There are incessant demands on our attention from multiple directions, and ranging from the vast to the intimate—hence in part the appeal of what purport to be definitive accounts of “our time” (the unceasing blather about “modernity,” for instance). Notice how these accounts have much in common with End Times discourse deplored by sophisticates. Don’t parrot them. Resist. Mock. Ignore.

It is salutary to consider, now and then, the ways in which our fellow believers—starting with the very first generation of Christians—have jumped to false conclusions about the imminence of Christ’s return and much else besides. We could be nearing the End of History, but maybe not. “But, beloved, be not ignorant of this one thing, that one day is with the Lord as a thousand years, and a thousand years as one day.” That caution applies, by implication, to much more than strict chronologies. And yes, of course, it is possible to twist such legitimate caution into an excuse to avoid dealing (for instance) with a clear and present evil, especially when forthright action on our part could be very costly for us!

I remember when I first learned about early Christians who sought to compress the four Gospels into one harmonized narrative. How did they have the effrontery to do that? What possessed them? Later, though, I began to understand. They were disturbed by the messiness. They wanted to tidy up. In different and quite various ways, Christians over the centuries have continued to do that.

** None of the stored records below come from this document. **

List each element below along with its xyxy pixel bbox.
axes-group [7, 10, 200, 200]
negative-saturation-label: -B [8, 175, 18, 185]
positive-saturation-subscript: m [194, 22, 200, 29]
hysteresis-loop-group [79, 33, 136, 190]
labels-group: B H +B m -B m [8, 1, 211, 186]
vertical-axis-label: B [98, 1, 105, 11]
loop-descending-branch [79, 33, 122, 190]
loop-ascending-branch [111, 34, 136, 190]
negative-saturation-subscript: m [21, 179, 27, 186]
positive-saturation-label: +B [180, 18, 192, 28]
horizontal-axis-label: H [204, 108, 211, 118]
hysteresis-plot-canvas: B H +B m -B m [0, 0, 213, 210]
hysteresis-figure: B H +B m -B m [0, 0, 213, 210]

A couple of years ago, I had a conversation with the writers Daniel W. Taylor and Diane Glancy (both of whom I admire greatly). At one point, we discussed Diane's book Island of the Innocent, a Consideration of the Book of Job—a collection of poems and prose that dramatizes and contemporizes Job's story. Diane said something that has often popped into my head since then:

I’m amazed how often, when I’m writing [about] serious issues, I find myself chuckling about one of the peculiar or particular incidents. . . . Maybe it was because I put a flamingo in [Job’s] yard and picked up a name, Coots Ranch Road, when I was driving up highway 287 toward Amarillo and saw the sign, which I copied down, and when I was writing about Job’s daughters who were killed in the windstorm at their brother’s house (which breaks the heart of Job and his wife)—Behold, Job’s children lived down Coots Ranch Road. I wanted to contemporize the story of Job. I kept thinking, I’m going too far, but I kept going nonetheless.

There was something merry in writing about Job, between the lines of the stuffy part where his friends are arguing with him about suffering (how can we hold back?). There is the uncovering of fundamental questions. Can faith and reason co-exist? Can humor and suffering? Yes, they could. Yes, they can.

This makes me think of the sublime messiness of four Gospels instead of just one. It suggests the uncontainable Reality that we too often try to condense, to make manageable. Diane asks, “Who can read, ‘Where were you when I laid the foundations of the earth?’ without smiling? Job has just taken three chapters to cover his accomplishments. Now God takes four.”

Yes! I’d want my message in a bottle, written for people completely unknown to me in settings I couldn’t imagine, to have the same spirit that Diane expresses so well. Even the “mundane” happenings of a single day exceed our grasp (see Joyce’s Ulysses), let alone the span of a lifetime.

John Wilson is a contributing editor for The Englewood Review of Books and senior editor at The Marginalia Review of Books.